The Water Cycle

The Watershed Game

The Water Cycle

 

What is a Water Cycle?

A water cycle describes how water moves through a watershed and cycles through the earth and the atmosphere. Water can be in different forms, like rain or condensation during different parts of the water cycle.

Understanding the water cycle is much easier with a picture.

Can you recognize the different parts of the water cycle in the image below?

Water Cycle

Steps in the Water Cycle:

1)  The sun heats up water and causes it to evaporate from lakes, rivers, and the ocean.

2)  The evaporated water condensates into clouds in the sky.

3)  Water falls back to the earth from the clouds as precipitation. Precipitation can be in many forms, including rain, snow, sleet, or hail.

4)  Runoff from rain and snowmelt flows into streams, rivers, lakes, and to the ocean.

From here, the cycle begins again.

 

Do we run out of water?

Earth's water cycle is a closed cycle. This means that the amount of water we have now is all the water we will ever have. Even though the earth has a lot of water, the supply of the freshwater that people depend on is limited.

The ocean contains 96.5% of the water on earth, and the freshwater people depend on only makes up only 3.5% of the water on earth, and 68% of that freshwater is frozen as glaciers, ice caps and snow!

We may not run out of water, but we have to protect our water from contamination to ensure we have enough freshwater available.

 

Now that you've learned more about watersheds and the water cycle, it's time to begin the game! Click below to begin.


| EXERCISE BRIEF |
Pick out all lines of the entries that include the word "Millions" and copy them.

(Data items)
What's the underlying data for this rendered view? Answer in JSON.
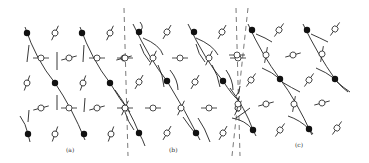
{
  "figure": {
    "colors": {
      "ink": "#222222",
      "background": "#ffffff",
      "dashed": "#555555"
    },
    "panels": [
      {
        "label": "(a)",
        "label_pos": [
          72,
          151
        ],
        "filled_dots": [
          [
            27,
            33
          ],
          [
            82,
            33
          ],
          [
            55,
            83
          ],
          [
            110,
            83
          ],
          [
            28,
            134
          ],
          [
            84,
            134
          ]
        ],
        "open_circles": [
          {
            "x": 55,
            "y": 33,
            "angle": -65
          },
          {
            "x": 110,
            "y": 33,
            "angle": -65
          },
          {
            "x": 41,
            "y": 58,
            "angle": 0
          },
          {
            "x": 69,
            "y": 58,
            "angle": -15
          },
          {
            "x": 97,
            "y": 58,
            "angle": 0
          },
          {
            "x": 124,
            "y": 58,
            "angle": -15
          },
          {
            "x": 27,
            "y": 83,
            "angle": -70
          },
          {
            "x": 83,
            "y": 83,
            "angle": -70
          },
          {
            "x": 41,
            "y": 108,
            "angle": -15
          },
          {
            "x": 69,
            "y": 108,
            "angle": 0
          },
          {
            "x": 97,
            "y": 108,
            "angle": -15
          },
          {
            "x": 125,
            "y": 108,
            "angle": 0
          },
          {
            "x": 55,
            "y": 134,
            "angle": -70
          },
          {
            "x": 111,
            "y": 134,
            "angle": -70
          }
        ],
        "curves": [
          "M25 27 Q 36 60 55 83 Q 72 108 85 140",
          "M80 27 Q 92 60 110 83 Q 120 100 130 112",
          "M29 45 L 27 62",
          "M57 52 L 57 70",
          "M84 45 L 83 62",
          "M57 95 L 57 110",
          "M29 110 L 28 122",
          "M85 98 L 84 112",
          "M20 116 Q 26 124 28 134 L 30 142"
        ]
      },
      {
        "label": "(b)",
        "label_pos": [
          175,
          151
        ],
        "filled_dots": [
          [
            139,
            32
          ],
          [
            194,
            32
          ],
          [
            167,
            81
          ],
          [
            223,
            81
          ],
          [
            139,
            133
          ],
          [
            196,
            133
          ]
        ],
        "open_circles": [
          {
            "x": 167,
            "y": 32,
            "angle": -60
          },
          {
            "x": 222,
            "y": 32,
            "angle": -60
          },
          {
            "x": 125,
            "y": 58,
            "angle": 0
          },
          {
            "x": 153,
            "y": 58,
            "angle": -65
          },
          {
            "x": 180,
            "y": 58,
            "angle": 0
          },
          {
            "x": 209,
            "y": 58,
            "angle": -65
          },
          {
            "x": 238,
            "y": 58,
            "angle": 0
          },
          {
            "x": 139,
            "y": 82,
            "angle": -60
          },
          {
            "x": 195,
            "y": 82,
            "angle": -60
          },
          {
            "x": 125,
            "y": 108,
            "angle": -65
          },
          {
            "x": 153,
            "y": 108,
            "angle": 0
          },
          {
            "x": 181,
            "y": 108,
            "angle": -65
          },
          {
            "x": 209,
            "y": 108,
            "angle": 0
          },
          {
            "x": 238,
            "y": 108,
            "angle": -65
          },
          {
            "x": 167,
            "y": 133,
            "angle": -60
          },
          {
            "x": 223,
            "y": 133,
            "angle": -60
          }
        ],
        "curves": [
          "M133 24 Q 150 60 167 81 Q 185 110 200 140",
          "M140 22 Q 145 28 139 32",
          "M188 24 Q 205 60 223 81 Q 232 95 240 102",
          "M143 38 Q 160 45 163 55",
          "M140 44 Q 143 54 150 62",
          "M158 65 Q 163 75 164 87",
          "M170 70 Q 178 80 178 90",
          "M196 38 Q 213 45 218 55",
          "M196 44 Q 198 54 205 62",
          "M212 65 Q 218 75 220 87",
          "M226 70 Q 233 80 233 90",
          "M115 90 Q 130 110 139 133 Q 143 140 145 146",
          "M125 112 Q 128 122 134 130",
          "M183 117 Q 190 127 195 133",
          "M198 118 Q 205 128 210 142",
          "M236 118 Q 245 112 250 108"
        ]
      },
      {
        "label": "(c)",
        "label_pos": [
          301,
          146
        ],
        "filled_dots": [
          [
            252,
            30
          ],
          [
            307,
            30
          ],
          [
            280,
            79
          ],
          [
            335,
            79
          ],
          [
            253,
            130
          ],
          [
            309,
            129
          ]
        ],
        "open_circles": [
          {
            "x": 279,
            "y": 30,
            "angle": -55
          },
          {
            "x": 335,
            "y": 29,
            "angle": -55
          },
          {
            "x": 237,
            "y": 55,
            "angle": 0
          },
          {
            "x": 266,
            "y": 55,
            "angle": -80
          },
          {
            "x": 293,
            "y": 55,
            "angle": -15
          },
          {
            "x": 322,
            "y": 54,
            "angle": -80
          },
          {
            "x": 251,
            "y": 80,
            "angle": -55
          },
          {
            "x": 309,
            "y": 80,
            "angle": -55
          },
          {
            "x": 238,
            "y": 104,
            "angle": -80
          },
          {
            "x": 266,
            "y": 104,
            "angle": -15
          },
          {
            "x": 294,
            "y": 104,
            "angle": -80
          },
          {
            "x": 322,
            "y": 103,
            "angle": -15
          },
          {
            "x": 280,
            "y": 130,
            "angle": -55
          },
          {
            "x": 337,
            "y": 128,
            "angle": -55
          }
        ],
        "curves": [
          "M248 24 Q 262 55 280 79 Q 296 100 312 135",
          "M256 34 Q 266 38 272 42",
          "M303 24 Q 318 55 335 79 Q 342 88 348 92",
          "M311 34 Q 320 38 328 42",
          "M262 68 Q 272 72 280 79",
          "M282 82 Q 292 88 300 92",
          "M316 68 Q 326 72 335 79",
          "M337 82 Q 344 88 350 92",
          "M230 88 Q 245 108 253 130 L 256 136",
          "M232 118 Q 245 120 253 130",
          "M288 116 Q 300 120 309 129 L 313 134",
          "M236 96 Q 240 92 240 86"
        ]
      }
    ],
    "dashed_lines": [
      {
        "x1": 124,
        "y1": 8,
        "x2": 128,
        "y2": 156
      },
      {
        "x1": 236,
        "y1": 8,
        "x2": 240,
        "y2": 156
      },
      {
        "x1": 248,
        "y1": 8,
        "x2": 232,
        "y2": 156
      }
    ]
  }
}
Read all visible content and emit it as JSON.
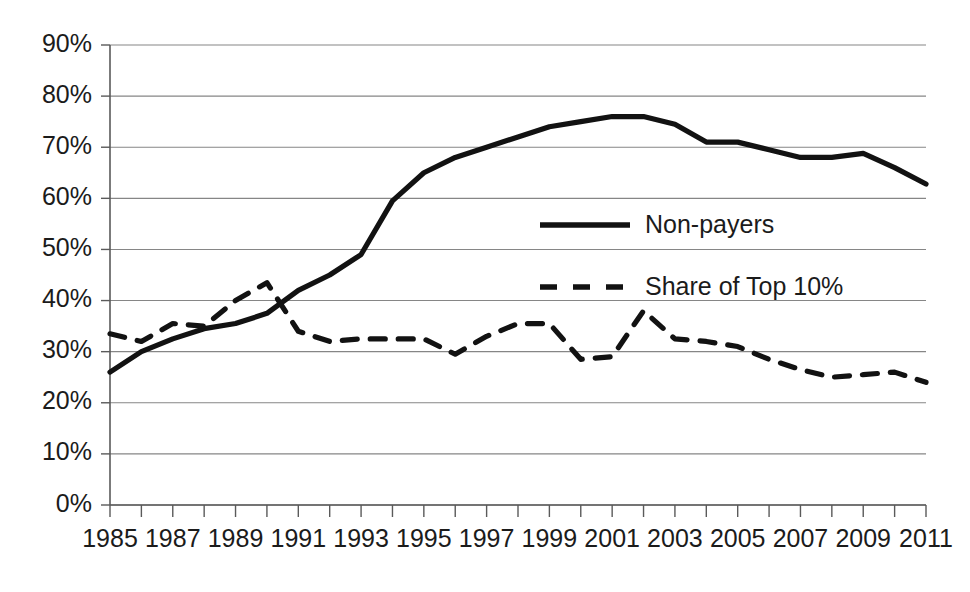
{
  "chart_data": {
    "type": "line",
    "title": "",
    "subtitle": "",
    "xlabel": "",
    "ylabel": "",
    "x": [
      1985,
      1986,
      1987,
      1988,
      1989,
      1990,
      1991,
      1992,
      1993,
      1994,
      1995,
      1996,
      1997,
      1998,
      1999,
      2000,
      2001,
      2002,
      2003,
      2004,
      2005,
      2006,
      2007,
      2008,
      2009,
      2010,
      2011
    ],
    "xlim": [
      1985,
      2011
    ],
    "ylim": [
      0,
      90
    ],
    "grid": true,
    "grid_axis": "y",
    "legend_position": "center-right",
    "y_tick_labels": [
      "0%",
      "10%",
      "20%",
      "30%",
      "40%",
      "50%",
      "60%",
      "70%",
      "80%",
      "90%"
    ],
    "y_tick_values": [
      0,
      10,
      20,
      30,
      40,
      50,
      60,
      70,
      80,
      90
    ],
    "x_tick_labels": [
      "1985",
      "1987",
      "1989",
      "1991",
      "1993",
      "1995",
      "1997",
      "1999",
      "2001",
      "2003",
      "2005",
      "2007",
      "2009",
      "2011"
    ],
    "x_tick_values": [
      1985,
      1987,
      1989,
      1991,
      1993,
      1995,
      1997,
      1999,
      2001,
      2003,
      2005,
      2007,
      2009,
      2011
    ],
    "x_minor_ticks": [
      1985,
      1986,
      1987,
      1988,
      1989,
      1990,
      1991,
      1992,
      1993,
      1994,
      1995,
      1996,
      1997,
      1998,
      1999,
      2000,
      2001,
      2002,
      2003,
      2004,
      2005,
      2006,
      2007,
      2008,
      2009,
      2010,
      2011
    ],
    "series": [
      {
        "name": "Non-payers",
        "style": "solid",
        "color": "#121212",
        "x": [
          1985,
          1986,
          1987,
          1988,
          1989,
          1990,
          1991,
          1992,
          1993,
          1994,
          1995,
          1996,
          1997,
          1998,
          1999,
          2000,
          2001,
          2002,
          2003,
          2004,
          2005,
          2006,
          2007,
          2008,
          2009,
          2010,
          2011
        ],
        "values": [
          26,
          30,
          32.5,
          34.5,
          35.5,
          37.5,
          42,
          45,
          49,
          59.5,
          65,
          68,
          70,
          72,
          74,
          75,
          76,
          76,
          74.5,
          71,
          71,
          69.5,
          68,
          68,
          68.8,
          66,
          62.8
        ]
      },
      {
        "name": "Share of Top 10%",
        "style": "dashed",
        "color": "#121212",
        "x": [
          1985,
          1986,
          1987,
          1988,
          1989,
          1990,
          1991,
          1992,
          1993,
          1994,
          1995,
          1996,
          1997,
          1998,
          1999,
          2000,
          2001,
          2002,
          2003,
          2004,
          2005,
          2006,
          2007,
          2008,
          2009,
          2010,
          2011
        ],
        "values": [
          33.5,
          32,
          35.5,
          35,
          40,
          43.5,
          34,
          32,
          32.5,
          32.5,
          32.5,
          29.5,
          33,
          35.5,
          35.5,
          28.5,
          29,
          38,
          32.5,
          32,
          31,
          28.5,
          26.5,
          25,
          25.5,
          26,
          24
        ]
      }
    ],
    "legend": [
      {
        "label": "Non-payers",
        "style": "solid"
      },
      {
        "label": "Share of Top 10%",
        "style": "dashed"
      }
    ],
    "colors": {
      "background": "#ffffff",
      "gridline": "#868686",
      "axis": "#5a5a5a",
      "text": "#1b1b1b",
      "series": "#121212"
    }
  }
}
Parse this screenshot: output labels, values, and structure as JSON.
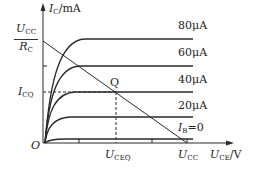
{
  "diagram": {
    "y_axis": {
      "symbol": "I",
      "sub": "C",
      "unit": "/mA"
    },
    "x_axis": {
      "symbol": "U",
      "sub": "CE",
      "unit": "/V"
    },
    "origin": "O",
    "y_intercept": {
      "num_symbol": "U",
      "num_sub": "CC",
      "den_symbol": "R",
      "den_sub": "C"
    },
    "icq": {
      "symbol": "I",
      "sub": "CQ"
    },
    "uceq": {
      "symbol": "U",
      "sub": "CEQ"
    },
    "ucc": {
      "symbol": "U",
      "sub": "CC"
    },
    "q_point": "Q",
    "curves": [
      {
        "label": "80μA",
        "level_y": 39
      },
      {
        "label": "60μA",
        "level_y": 66
      },
      {
        "label": "40μA",
        "level_y": 92
      },
      {
        "label": "20μA",
        "level_y": 117
      },
      {
        "label_symbol": "I",
        "label_sub": "B",
        "label_rest": "=0",
        "level_y": 139
      }
    ],
    "colors": {
      "line": "#2a2a2a"
    }
  }
}
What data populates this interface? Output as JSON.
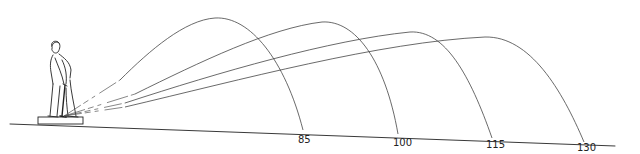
{
  "diagram": {
    "colors": {
      "ink": "#222222",
      "background": "#ffffff"
    },
    "golfer": {
      "icon": "golfer-figure",
      "mat": "hitting-mat"
    },
    "trajectories": [
      {
        "label": "85"
      },
      {
        "label": "100"
      },
      {
        "label": "115"
      },
      {
        "label": "130"
      }
    ]
  }
}
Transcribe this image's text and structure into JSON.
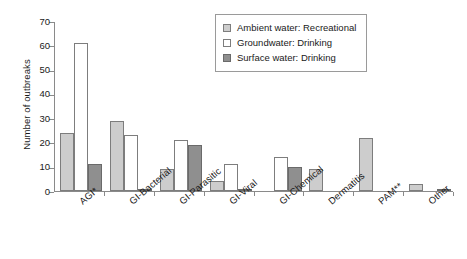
{
  "chart_data": {
    "type": "bar",
    "title": "",
    "xlabel": "",
    "ylabel": "Number of outbreaks",
    "ylim": [
      0,
      70
    ],
    "yticks": [
      0,
      10,
      20,
      30,
      40,
      50,
      60,
      70
    ],
    "grid": false,
    "legend_position": "top-right",
    "categories": [
      "AGI*",
      "GI-Bacterial",
      "GI-Parasitic",
      "GI-Viral",
      "GI-Chemical",
      "Dermatitis",
      "PAM**",
      "Other"
    ],
    "series": [
      {
        "name": "Ambient water: Recreational",
        "color": "#cdcdcd",
        "values": [
          24,
          29,
          9,
          4,
          0,
          9,
          22,
          3
        ]
      },
      {
        "name": "Groundwater: Drinking",
        "color": "#ffffff",
        "values": [
          61,
          23,
          21,
          11,
          14,
          0,
          0,
          0
        ]
      },
      {
        "name": "Surface water: Drinking",
        "color": "#8f8f8f",
        "values": [
          11,
          1,
          19,
          1,
          10,
          0,
          0,
          1
        ]
      }
    ]
  },
  "legend": {
    "items": [
      {
        "label": "Ambient water: Recreational",
        "swatch": "amb"
      },
      {
        "label": "Groundwater: Drinking",
        "swatch": "gw"
      },
      {
        "label": "Surface water: Drinking",
        "swatch": "sw"
      }
    ]
  },
  "axis": {
    "y_title": "Number of outbreaks",
    "y_tick_labels": [
      "0",
      "10",
      "20",
      "30",
      "40",
      "50",
      "60",
      "70"
    ],
    "x_tick_labels": [
      "AGI*",
      "GI-Bacterial",
      "GI-Parasitic",
      "GI-Viral",
      "GI-Chemical",
      "Dermatitis",
      "PAM**",
      "Other"
    ]
  }
}
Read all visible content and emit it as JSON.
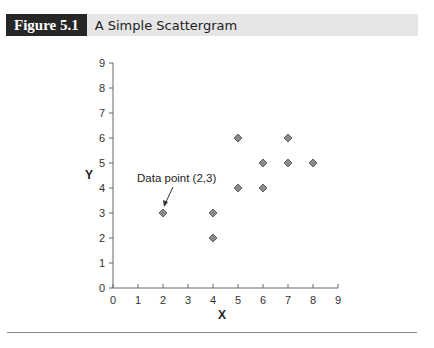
{
  "figure": {
    "label": "Figure 5.1",
    "title": "A Simple Scattergram"
  },
  "chart_data": {
    "type": "scatter",
    "title": "A Simple Scattergram",
    "xlabel": "X",
    "ylabel": "Y",
    "xlim": [
      0,
      9
    ],
    "ylim": [
      0,
      9
    ],
    "x_ticks": [
      0,
      1,
      2,
      3,
      4,
      5,
      6,
      7,
      8,
      9
    ],
    "y_ticks": [
      0,
      1,
      2,
      3,
      4,
      5,
      6,
      7,
      8,
      9
    ],
    "grid": false,
    "points": [
      {
        "x": 2,
        "y": 3
      },
      {
        "x": 4,
        "y": 3
      },
      {
        "x": 4,
        "y": 2
      },
      {
        "x": 5,
        "y": 6
      },
      {
        "x": 5,
        "y": 4
      },
      {
        "x": 6,
        "y": 5
      },
      {
        "x": 6,
        "y": 4
      },
      {
        "x": 7,
        "y": 6
      },
      {
        "x": 7,
        "y": 5
      },
      {
        "x": 8,
        "y": 5
      }
    ],
    "annotations": [
      {
        "text": "Data point (2,3)",
        "target": {
          "x": 2,
          "y": 3
        }
      }
    ],
    "marker": "diamond",
    "marker_color": "#8a8a8a"
  }
}
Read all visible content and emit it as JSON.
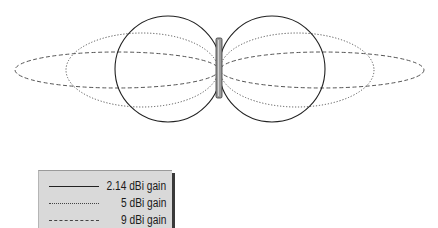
{
  "diagram": {
    "title": "",
    "antenna": {
      "x": 219,
      "top": 38,
      "bottom": 98,
      "width": 6,
      "fill": "#9e9e9e",
      "stroke": "#333333"
    },
    "patterns": [
      {
        "id": "gain-2-14",
        "label": "2.14 dBi gain",
        "style": "solid",
        "shape": "two-circles",
        "lobes": [
          {
            "cx": 168,
            "cy": 69,
            "rx": 53,
            "ry": 53
          },
          {
            "cx": 272,
            "cy": 69,
            "rx": 53,
            "ry": 53
          }
        ],
        "color": "#222222"
      },
      {
        "id": "gain-5",
        "label": "5 dBi gain",
        "style": "dotted",
        "shape": "two-lobes",
        "lobes": [
          {
            "cx": 142,
            "cy": 70,
            "rx": 76,
            "ry": 37
          },
          {
            "cx": 297,
            "cy": 70,
            "rx": 77,
            "ry": 37
          }
        ],
        "color": "#555555"
      },
      {
        "id": "gain-9",
        "label": "9 dBi gain",
        "style": "dashed",
        "shape": "two-lobes",
        "lobes": [
          {
            "cx": 117,
            "cy": 70,
            "rx": 102,
            "ry": 18
          },
          {
            "cx": 322,
            "cy": 70,
            "rx": 102,
            "ry": 18
          }
        ],
        "color": "#555555"
      }
    ]
  },
  "legend": {
    "items": [
      {
        "label": "2.14 dBi gain",
        "style": "solid"
      },
      {
        "label": "5 dBi gain",
        "style": "dotted"
      },
      {
        "label": "9 dBi gain",
        "style": "dashed"
      }
    ],
    "background": "#d9d9d9",
    "shadow": "#3a3a3a"
  }
}
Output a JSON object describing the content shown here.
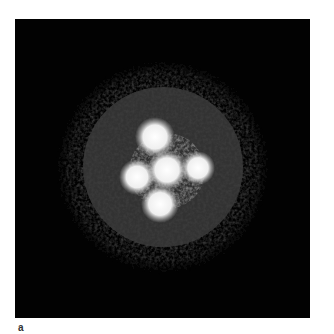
{
  "figure": {
    "panel_label": "a",
    "colors": {
      "background": "#ffffff",
      "panel": "#020202",
      "halo": "#3a3a3a",
      "spot": "#f2f2f2"
    },
    "halo": {
      "cx": 148,
      "cy": 148,
      "r_inner": 82,
      "r_outer": 110
    },
    "spots": [
      {
        "name": "top",
        "cx": 140,
        "cy": 118,
        "r": 17
      },
      {
        "name": "left",
        "cx": 122,
        "cy": 158,
        "r": 15
      },
      {
        "name": "center",
        "cx": 152,
        "cy": 151,
        "r": 17
      },
      {
        "name": "right",
        "cx": 183,
        "cy": 149,
        "r": 14
      },
      {
        "name": "bottom",
        "cx": 145,
        "cy": 185,
        "r": 16
      }
    ]
  }
}
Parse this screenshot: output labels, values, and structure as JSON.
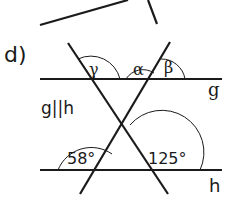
{
  "part_label": "d)",
  "lines": {
    "g": "g",
    "h": "h"
  },
  "parallel_note": "g||h",
  "angles": {
    "gamma": "γ",
    "alpha": "α",
    "beta": "β",
    "left_bottom": "58°",
    "right_bottom": "125°"
  },
  "colors": {
    "stroke": "#1a1a1a",
    "background": "#ffffff"
  }
}
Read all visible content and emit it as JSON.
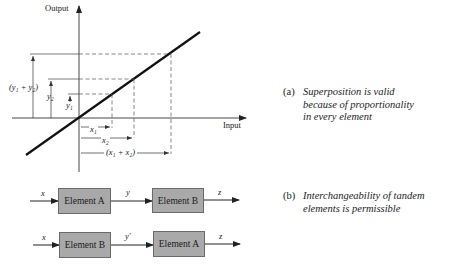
{
  "graph": {
    "y_axis_label": "Output",
    "x_axis_label": "Input",
    "y_labels": {
      "y1": "y₁",
      "y2": "y₂",
      "y1_plus_y2": "(y₁ + y₂)"
    },
    "x_labels": {
      "x1": "x₁",
      "x2": "x₂",
      "x1_plus_x2": "(x₁ + x₂)"
    }
  },
  "captions": {
    "a": {
      "tag": "(a)",
      "lines": [
        "Superposition is valid",
        "because of proportionality",
        "in every element"
      ]
    },
    "b": {
      "tag": "(b)",
      "lines": [
        "Interchangeability of tandem",
        "elements is permissible"
      ]
    }
  },
  "block_diagrams": {
    "row1": {
      "input": "x",
      "block1": "Element A",
      "middle": "y",
      "block2": "Element B",
      "output": "z"
    },
    "row2": {
      "input": "x",
      "block1": "Element B",
      "middle": "y′",
      "block2": "Element A",
      "output": "z"
    }
  },
  "colors": {
    "line": "#111111",
    "block_fill": "#a9a9a9",
    "block_border": "#6a6a6a",
    "dashed": "#555555"
  }
}
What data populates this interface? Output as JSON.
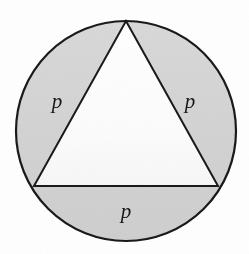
{
  "figure": {
    "canvas": {
      "width": 249,
      "height": 254,
      "background": "#ffffff"
    },
    "circle": {
      "name": "circumscribed-circle",
      "cx": 126,
      "cy": 131,
      "r": 110,
      "fill": "#d5d5d5",
      "stroke": "#1a1a1a",
      "stroke_width": 2.2
    },
    "triangle": {
      "name": "inscribed-equilateral-triangle",
      "points": "126,21 218,186 34,186",
      "vertices": [
        {
          "label": "apex",
          "x": 126,
          "y": 21
        },
        {
          "label": "bottom-right",
          "x": 218,
          "y": 186
        },
        {
          "label": "bottom-left",
          "x": 34,
          "y": 186
        }
      ],
      "fill": "#fdfdfd",
      "stroke": "#1a1a1a",
      "stroke_width": 2.0
    },
    "labels": [
      {
        "id": "left",
        "text": "p",
        "x": 57,
        "y": 108
      },
      {
        "id": "right",
        "text": "p",
        "x": 190,
        "y": 108
      },
      {
        "id": "bottom",
        "text": "p",
        "x": 126,
        "y": 218
      }
    ]
  }
}
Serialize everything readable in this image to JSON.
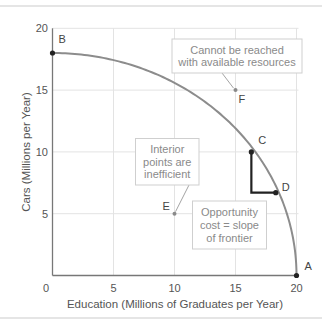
{
  "chart_data": {
    "type": "line",
    "title": "",
    "xlabel": "Education (Millions of Graduates per Year)",
    "ylabel": "Cars (Millions per Year)",
    "xlim": [
      0,
      20
    ],
    "ylim": [
      0,
      20
    ],
    "x_ticks": [
      0,
      5,
      10,
      15,
      20
    ],
    "y_ticks": [
      5,
      10,
      15,
      20
    ],
    "x_tick_labels": [
      "0",
      "5",
      "10",
      "15",
      "20"
    ],
    "y_tick_labels": [
      "5",
      "10",
      "15",
      "20"
    ],
    "grid": true,
    "series": [
      {
        "name": "Production possibilities frontier",
        "x": [
          0,
          2,
          4,
          6,
          8,
          10,
          12,
          14,
          16,
          16.3,
          18,
          18.3,
          19,
          20
        ],
        "y": [
          18,
          17.9,
          17.6,
          17.2,
          16.5,
          15.6,
          14.4,
          12.9,
          10.8,
          10,
          7.8,
          6.7,
          5.6,
          0
        ]
      }
    ],
    "points": [
      {
        "label": "A",
        "x": 20,
        "y": 0,
        "on_frontier": true
      },
      {
        "label": "B",
        "x": 0,
        "y": 18,
        "on_frontier": true
      },
      {
        "label": "C",
        "x": 16.3,
        "y": 10,
        "on_frontier": true
      },
      {
        "label": "D",
        "x": 18.3,
        "y": 6.7,
        "on_frontier": true
      },
      {
        "label": "E",
        "x": 10,
        "y": 5,
        "on_frontier": false
      },
      {
        "label": "F",
        "x": 15,
        "y": 15,
        "on_frontier": false
      }
    ],
    "annotations": [
      {
        "text": [
          "Cannot be reached",
          "with available resources"
        ],
        "points_to": "F"
      },
      {
        "text": [
          "Interior",
          "points are",
          "inefficient"
        ],
        "points_to": "E"
      },
      {
        "text": [
          "Opportunity",
          "cost = slope",
          "of frontier"
        ],
        "points_to": "C-D slope triangle"
      }
    ],
    "colors": {
      "frontier": "#8c8c8c",
      "triangle": "#222222",
      "grid": "#e3e3e3",
      "axis": "#777777",
      "note_text": "#8a8a8a",
      "note_border": "#cfcfcf"
    }
  }
}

| ANSWER AREA |
    "xlabel": "Education (Millions of Graduates per Year)",
    "ylabel": "Cars (Millions per Year)",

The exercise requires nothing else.